Mukesh Ambani can divide the $200-billion Reliance Industries conglomerate and still rule, if he wants to. India’s and Asia’s richest man has promised Silicon Valley investors that he will spin off telecommunications-to-technology unit Jio Platforms and Reliance’s retailing business from his oil-to-chemicals operations. That will leave three listed entities, and the 63-year-old Ambani has three children. But keeping family interests aligned is important, too.

Ambani has made no public statements about succession, but his adult children are stepping up. Akash has been announcing developments at Jio, backed by Facebook and Alphabet-owned Google and valued at up to $70 billion. Twin Isha is visible at Reliance Retail, valued at $57 billion by investors including Silver Lake and Mubadala. The youngest, Anant, has joined the management team of the industrial division that Saudi Aramco has valued at about $75 billion.

It points to an easy separation of fiefdoms with valuations in the same ballpark. That might avoid a repeat of Ambani’s own Bollywood-worthy sibling feud after the death of his father, the founder of Reliance, at the age of 69 in 2002.

Family management

Even if the empire is divided, there is value in family unity. Reliance is 50.4 per cent owned by Ambani, his mother, wife, three kids and related entities. Larger business groups in emerging markets find it easier and cheaper to access credit and have more influence with regulators and lawmakers. Keeping things in the family has paid off for Reliance: the Indian company has delivered total shareholder returns three times better than the Nifty 50 over the past 15 years, Refinitiv data shows.

Reliance dismissed as speculative an August report in Mint newspaper of Ambani forming a family council, but it would be a step towards something rare: a family-owned business group that lasts multiple generations. The Agnellis, the Italian clan behind Fiat Chrysler and the Juventus football team, manage the interests of 100-plus family members through a council, though they have largely yielded management to professionals.

At Merck, another potential example, the founding family controls the centuries-old $19-billion German pharmaceutical and chemicals company through a board of partners that supervises the executive management. Something comparable at Reliance would be a contrast to Hong Kong’s Li Ka-shing, who in 2012 announced he would hand his companies to his eldest son and cash to the other. Ambani’s ambition in business suggests he wouldn’t shy away from seeking a legacy to rival the Mercks or Agnellis.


Assignment: Reproduce each entry below exactly, without omitting any.

Material to process:
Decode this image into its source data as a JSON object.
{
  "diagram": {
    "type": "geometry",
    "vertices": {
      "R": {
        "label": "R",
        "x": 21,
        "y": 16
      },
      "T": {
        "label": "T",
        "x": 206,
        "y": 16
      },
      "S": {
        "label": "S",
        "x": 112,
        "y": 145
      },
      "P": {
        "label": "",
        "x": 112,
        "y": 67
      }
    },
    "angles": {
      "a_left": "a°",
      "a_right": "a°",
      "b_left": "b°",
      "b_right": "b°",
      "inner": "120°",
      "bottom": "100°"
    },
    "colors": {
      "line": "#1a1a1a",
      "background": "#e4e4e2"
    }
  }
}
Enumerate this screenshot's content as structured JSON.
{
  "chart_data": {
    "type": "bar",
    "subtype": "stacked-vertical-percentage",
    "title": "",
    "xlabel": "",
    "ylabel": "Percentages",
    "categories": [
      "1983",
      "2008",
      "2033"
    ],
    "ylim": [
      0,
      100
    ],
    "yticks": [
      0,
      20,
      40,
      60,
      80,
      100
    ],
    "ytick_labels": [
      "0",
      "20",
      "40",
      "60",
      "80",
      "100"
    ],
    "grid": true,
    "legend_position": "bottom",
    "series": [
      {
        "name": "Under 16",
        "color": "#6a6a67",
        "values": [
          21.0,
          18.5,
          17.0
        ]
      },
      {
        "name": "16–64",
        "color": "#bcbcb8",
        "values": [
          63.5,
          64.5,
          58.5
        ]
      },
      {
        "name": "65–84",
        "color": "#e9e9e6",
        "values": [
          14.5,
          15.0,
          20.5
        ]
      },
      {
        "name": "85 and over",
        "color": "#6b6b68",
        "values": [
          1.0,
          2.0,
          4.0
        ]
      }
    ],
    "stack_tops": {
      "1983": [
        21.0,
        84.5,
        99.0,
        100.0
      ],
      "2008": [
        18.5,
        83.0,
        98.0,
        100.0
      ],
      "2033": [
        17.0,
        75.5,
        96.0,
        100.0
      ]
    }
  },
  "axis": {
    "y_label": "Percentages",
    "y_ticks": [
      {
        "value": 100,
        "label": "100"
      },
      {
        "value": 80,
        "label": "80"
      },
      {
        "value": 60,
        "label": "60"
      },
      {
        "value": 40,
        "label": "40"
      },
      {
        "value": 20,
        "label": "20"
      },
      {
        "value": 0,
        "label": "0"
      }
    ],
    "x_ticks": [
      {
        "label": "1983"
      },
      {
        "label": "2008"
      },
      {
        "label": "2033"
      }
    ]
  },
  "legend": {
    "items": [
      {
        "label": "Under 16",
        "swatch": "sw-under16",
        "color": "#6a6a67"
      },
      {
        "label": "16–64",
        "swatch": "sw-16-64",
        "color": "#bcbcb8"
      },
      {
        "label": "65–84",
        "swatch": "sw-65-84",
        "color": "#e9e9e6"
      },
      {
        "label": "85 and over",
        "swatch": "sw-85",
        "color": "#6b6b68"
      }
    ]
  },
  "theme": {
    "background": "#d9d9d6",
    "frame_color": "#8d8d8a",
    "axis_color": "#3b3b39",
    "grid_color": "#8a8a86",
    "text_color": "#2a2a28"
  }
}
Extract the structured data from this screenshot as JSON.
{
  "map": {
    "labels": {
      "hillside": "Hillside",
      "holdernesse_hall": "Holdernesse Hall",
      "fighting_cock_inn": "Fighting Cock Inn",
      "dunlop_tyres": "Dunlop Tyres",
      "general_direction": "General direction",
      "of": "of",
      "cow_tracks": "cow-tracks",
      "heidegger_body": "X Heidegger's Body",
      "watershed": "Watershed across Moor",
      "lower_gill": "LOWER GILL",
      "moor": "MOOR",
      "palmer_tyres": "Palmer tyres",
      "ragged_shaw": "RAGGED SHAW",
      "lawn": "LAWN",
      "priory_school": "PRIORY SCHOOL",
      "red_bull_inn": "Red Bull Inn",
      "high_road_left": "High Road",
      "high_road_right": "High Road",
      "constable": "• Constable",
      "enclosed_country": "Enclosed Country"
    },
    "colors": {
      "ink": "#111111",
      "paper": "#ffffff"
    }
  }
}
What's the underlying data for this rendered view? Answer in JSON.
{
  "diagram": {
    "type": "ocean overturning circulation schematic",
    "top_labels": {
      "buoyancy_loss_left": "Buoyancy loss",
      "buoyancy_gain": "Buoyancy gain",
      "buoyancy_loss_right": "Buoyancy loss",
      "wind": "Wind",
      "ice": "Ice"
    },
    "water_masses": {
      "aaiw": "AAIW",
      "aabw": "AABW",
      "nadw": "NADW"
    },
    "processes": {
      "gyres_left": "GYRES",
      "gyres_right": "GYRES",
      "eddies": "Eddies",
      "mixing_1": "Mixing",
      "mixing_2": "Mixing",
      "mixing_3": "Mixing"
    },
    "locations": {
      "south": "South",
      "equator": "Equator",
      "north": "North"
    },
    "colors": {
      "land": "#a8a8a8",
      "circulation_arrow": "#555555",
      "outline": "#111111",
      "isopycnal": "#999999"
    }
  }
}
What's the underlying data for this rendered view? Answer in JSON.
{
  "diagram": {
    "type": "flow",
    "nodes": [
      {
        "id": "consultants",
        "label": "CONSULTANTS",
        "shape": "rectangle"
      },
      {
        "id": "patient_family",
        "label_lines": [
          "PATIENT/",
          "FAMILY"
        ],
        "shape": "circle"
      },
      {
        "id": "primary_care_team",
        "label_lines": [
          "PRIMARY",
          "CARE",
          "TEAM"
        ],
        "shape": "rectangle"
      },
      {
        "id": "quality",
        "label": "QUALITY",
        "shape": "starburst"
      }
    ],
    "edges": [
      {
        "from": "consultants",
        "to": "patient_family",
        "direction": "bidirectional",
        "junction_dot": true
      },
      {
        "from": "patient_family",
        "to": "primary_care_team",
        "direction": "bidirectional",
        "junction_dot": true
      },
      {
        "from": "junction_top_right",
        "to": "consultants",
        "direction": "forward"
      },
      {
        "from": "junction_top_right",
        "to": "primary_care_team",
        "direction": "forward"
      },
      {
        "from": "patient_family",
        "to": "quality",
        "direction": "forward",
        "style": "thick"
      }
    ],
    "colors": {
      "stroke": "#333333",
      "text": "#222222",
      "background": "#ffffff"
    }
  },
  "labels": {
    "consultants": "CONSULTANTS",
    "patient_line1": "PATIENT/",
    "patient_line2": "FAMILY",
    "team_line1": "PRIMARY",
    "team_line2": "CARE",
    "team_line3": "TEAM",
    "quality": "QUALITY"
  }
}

Task output:
Decode this image into its source data as a JSON object.
{
  "diagram": {
    "type": "geometry",
    "vertices": {
      "R": {
        "label": "R",
        "x": 21,
        "y": 16
      },
      "T": {
        "label": "T",
        "x": 206,
        "y": 16
      },
      "S": {
        "label": "S",
        "x": 112,
        "y": 145
      },
      "P": {
        "label": "",
        "x": 112,
        "y": 67
      }
    },
    "angles": {
      "a_left": "a°",
      "a_right": "a°",
      "b_left": "b°",
      "b_right": "b°",
      "inner": "120°",
      "bottom": "100°"
    },
    "colors": {
      "line": "#1a1a1a",
      "background": "#e4e4e2"
    }
  }
}
Enumerate this screenshot's content as structured JSON.
{
  "chart_data": {
    "type": "bar",
    "subtype": "stacked-vertical-percentage",
    "title": "",
    "xlabel": "",
    "ylabel": "Percentages",
    "categories": [
      "1983",
      "2008",
      "2033"
    ],
    "ylim": [
      0,
      100
    ],
    "yticks": [
      0,
      20,
      40,
      60,
      80,
      100
    ],
    "ytick_labels": [
      "0",
      "20",
      "40",
      "60",
      "80",
      "100"
    ],
    "grid": true,
    "legend_position": "bottom",
    "series": [
      {
        "name": "Under 16",
        "color": "#6a6a67",
        "values": [
          21.0,
          18.5,
          17.0
        ]
      },
      {
        "name": "16–64",
        "color": "#bcbcb8",
        "values": [
          63.5,
          64.5,
          58.5
        ]
      },
      {
        "name": "65–84",
        "color": "#e9e9e6",
        "values": [
          14.5,
          15.0,
          20.5
        ]
      },
      {
        "name": "85 and over",
        "color": "#6b6b68",
        "values": [
          1.0,
          2.0,
          4.0
        ]
      }
    ],
    "stack_tops": {
      "1983": [
        21.0,
        84.5,
        99.0,
        100.0
      ],
      "2008": [
        18.5,
        83.0,
        98.0,
        100.0
      ],
      "2033": [
        17.0,
        75.5,
        96.0,
        100.0
      ]
    }
  },
  "axis": {
    "y_label": "Percentages",
    "y_ticks": [
      {
        "value": 100,
        "label": "100"
      },
      {
        "value": 80,
        "label": "80"
      },
      {
        "value": 60,
        "label": "60"
      },
      {
        "value": 40,
        "label": "40"
      },
      {
        "value": 20,
        "label": "20"
      },
      {
        "value": 0,
        "label": "0"
      }
    ],
    "x_ticks": [
      {
        "label": "1983"
      },
      {
        "label": "2008"
      },
      {
        "label": "2033"
      }
    ]
  },
  "legend": {
    "items": [
      {
        "label": "Under 16",
        "swatch": "sw-under16",
        "color": "#6a6a67"
      },
      {
        "label": "16–64",
        "swatch": "sw-16-64",
        "color": "#bcbcb8"
      },
      {
        "label": "65–84",
        "swatch": "sw-65-84",
        "color": "#e9e9e6"
      },
      {
        "label": "85 and over",
        "swatch": "sw-85",
        "color": "#6b6b68"
      }
    ]
  },
  "theme": {
    "background": "#d9d9d6",
    "frame_color": "#8d8d8a",
    "axis_color": "#3b3b39",
    "grid_color": "#8a8a86",
    "text_color": "#2a2a28"
  }
}
Extract the structured data from this screenshot as JSON.
{
  "map": {
    "labels": {
      "hillside": "Hillside",
      "holdernesse_hall": "Holdernesse Hall",
      "fighting_cock_inn": "Fighting Cock Inn",
      "dunlop_tyres": "Dunlop Tyres",
      "general_direction": "General direction",
      "of": "of",
      "cow_tracks": "cow-tracks",
      "heidegger_body": "X Heidegger's Body",
      "watershed": "Watershed across Moor",
      "lower_gill": "LOWER GILL",
      "moor": "MOOR",
      "palmer_tyres": "Palmer tyres",
      "ragged_shaw": "RAGGED SHAW",
      "lawn": "LAWN",
      "priory_school": "PRIORY SCHOOL",
      "red_bull_inn": "Red Bull Inn",
      "high_road_left": "High Road",
      "high_road_right": "High Road",
      "constable": "• Constable",
      "enclosed_country": "Enclosed Country"
    },
    "colors": {
      "ink": "#111111",
      "paper": "#ffffff"
    }
  }
}
What's the underlying data for this rendered view? Answer in JSON.
{
  "diagram": {
    "type": "ocean overturning circulation schematic",
    "top_labels": {
      "buoyancy_loss_left": "Buoyancy loss",
      "buoyancy_gain": "Buoyancy gain",
      "buoyancy_loss_right": "Buoyancy loss",
      "wind": "Wind",
      "ice": "Ice"
    },
    "water_masses": {
      "aaiw": "AAIW",
      "aabw": "AABW",
      "nadw": "NADW"
    },
    "processes": {
      "gyres_left": "GYRES",
      "gyres_right": "GYRES",
      "eddies": "Eddies",
      "mixing_1": "Mixing",
      "mixing_2": "Mixing",
      "mixing_3": "Mixing"
    },
    "locations": {
      "south": "South",
      "equator": "Equator",
      "north": "North"
    },
    "colors": {
      "land": "#a8a8a8",
      "circulation_arrow": "#555555",
      "outline": "#111111",
      "isopycnal": "#999999"
    }
  }
}
What's the underlying data for this rendered view? Answer in JSON.
{
  "diagram": {
    "type": "flow",
    "nodes": [
      {
        "id": "consultants",
        "label": "CONSULTANTS",
        "shape": "rectangle"
      },
      {
        "id": "patient_family",
        "label_lines": [
          "PATIENT/",
          "FAMILY"
        ],
        "shape": "circle"
      },
      {
        "id": "primary_care_team",
        "label_lines": [
          "PRIMARY",
          "CARE",
          "TEAM"
        ],
        "shape": "rectangle"
      },
      {
        "id": "quality",
        "label": "QUALITY",
        "shape": "starburst"
      }
    ],
    "edges": [
      {
        "from": "consultants",
        "to": "patient_family",
        "direction": "bidirectional",
        "junction_dot": true
      },
      {
        "from": "patient_family",
        "to": "primary_care_team",
        "direction": "bidirectional",
        "junction_dot": true
      },
      {
        "from": "junction_top_right",
        "to": "consultants",
        "direction": "forward"
      },
      {
        "from": "junction_top_right",
        "to": "primary_care_team",
        "direction": "forward"
      },
      {
        "from": "patient_family",
        "to": "quality",
        "direction": "forward",
        "style": "thick"
      }
    ],
    "colors": {
      "stroke": "#333333",
      "text": "#222222",
      "background": "#ffffff"
    }
  },
  "labels": {
    "consultants": "CONSULTANTS",
    "patient_line1": "PATIENT/",
    "patient_line2": "FAMILY",
    "team_line1": "PRIMARY",
    "team_line2": "CARE",
    "team_line3": "TEAM",
    "quality": "QUALITY"
  }
}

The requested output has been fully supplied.